During the questions and answers, someone mentioned that they run more than 40 miles of cable in their High-Performance Computer/Center. Else I am OK with an L1 and L2. L3, you are pushing it. An L4? the IBM zSeries is definitely a monster.
Ideas with potential
While Intel was impressive in the presentation of their Tick-Tock logistic and the delivery of their Westmeere product, it is Wei Hu and Yunji Chen of the Institute of Computing Technology, Chinese Academy of Sciences that presented the most daring and ambitious development in processor architecture. The goal of the GS464V is no more than to create a High-Performance Low-Power XPU. I cannot recall what the X stands for but it is means no less than the integration of a GPU, CPU and DSP into a single core. Three key ideas in the design of that XPU are the direct links from the Vector Unit to the memory in addition to the L1 and L2 paths, the memory controller swapped out for a reconfigurable Memory Access Coprocessor and the fusion of computation and shuffling into one instruction. Numbers quoted during the talk were 100 frames per second for 1080p HD H264 decode in a single 1Ghz core. The GS464V seems to still be in the development stages at this point but if, as presented, CPU and OS is number one of the sixteen major projects (i.e. 5 to 10 billions of funding) in China, there is little doubt it will see the light of day somehow.

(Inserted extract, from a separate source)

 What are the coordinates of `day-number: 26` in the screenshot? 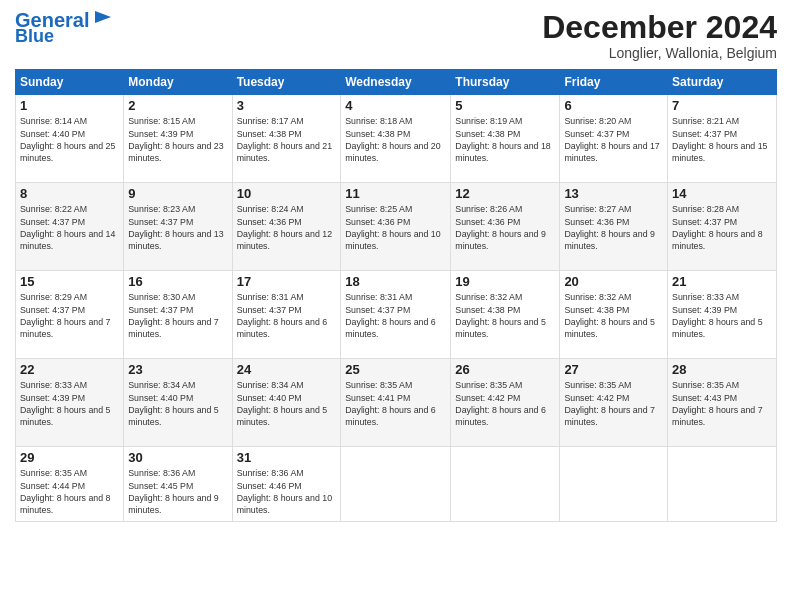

Mindspeed made an interesting point about cell towers. Which carrier wants to drive a truck to install brand new towers every time a new standard emerges (2G, 3G, 4G, etc.) ? To be competitive, carriers focus on the cost-per-bit and it pushes towards building cell towers out of programmable SoCs built around fine-grained VLIWs such as the Mindspeed Application Processor.
Raminda Madurawe from Tier Logic was definitely one of the most eloquent speaker while he presented the underlying ideas behind Tier Logic's FPGAs. For someone like me that do not know much about TFT transistors or metal layers, everything seemed to make a lot of sense. Apparently it was not enough though, too bad.
Though a technical presentation on FPGA acceleration, the talk on searching for gas and oil was for me a far better lesson in business opportunities. Until alternatives energy sources can massively be used, there is an increased pressure to search for deeper and smaller pockets of gas and oil. More data are thus collected by sonar boats methodically sailing the ocean, more complex computations are thus run in data centers inland, in the hope of finding those last exploitable fields. Some analysis run today already take a week to complete and more refined FWT elastic computations can be two to three orders of magnitude more intensive. The magic for a company like Maxeler Technologies is that there are about three kernels (Finite Difference, FFT and Sparse Matrices) and two measures (time and price) people searching for oil and gas care about.
If you haven't heard about Google Goggles yet, you are missing on some really cool development in search technologies. The promise behind Goggles is to take a picture of something with your cell phone and use that picture as the query. The presentation was very entertaining and the demo impressive. From a technology point of view, it was one of the only applications presented that was computation bounded, in part because of the seemingly real-time requirement for the responses and the arithmetic complexity of the underlying OCR and sift-derived algorithms.
For fun
Sometimes it is not about technology. It was interesting to see the presentation about the integrated GPU/CPU for the new Xbox 360. Engineers converted the GPU Verilog to VHDL, ran equivalence tools, formal verification etc. The rationale? They were just more familiar with VHDL.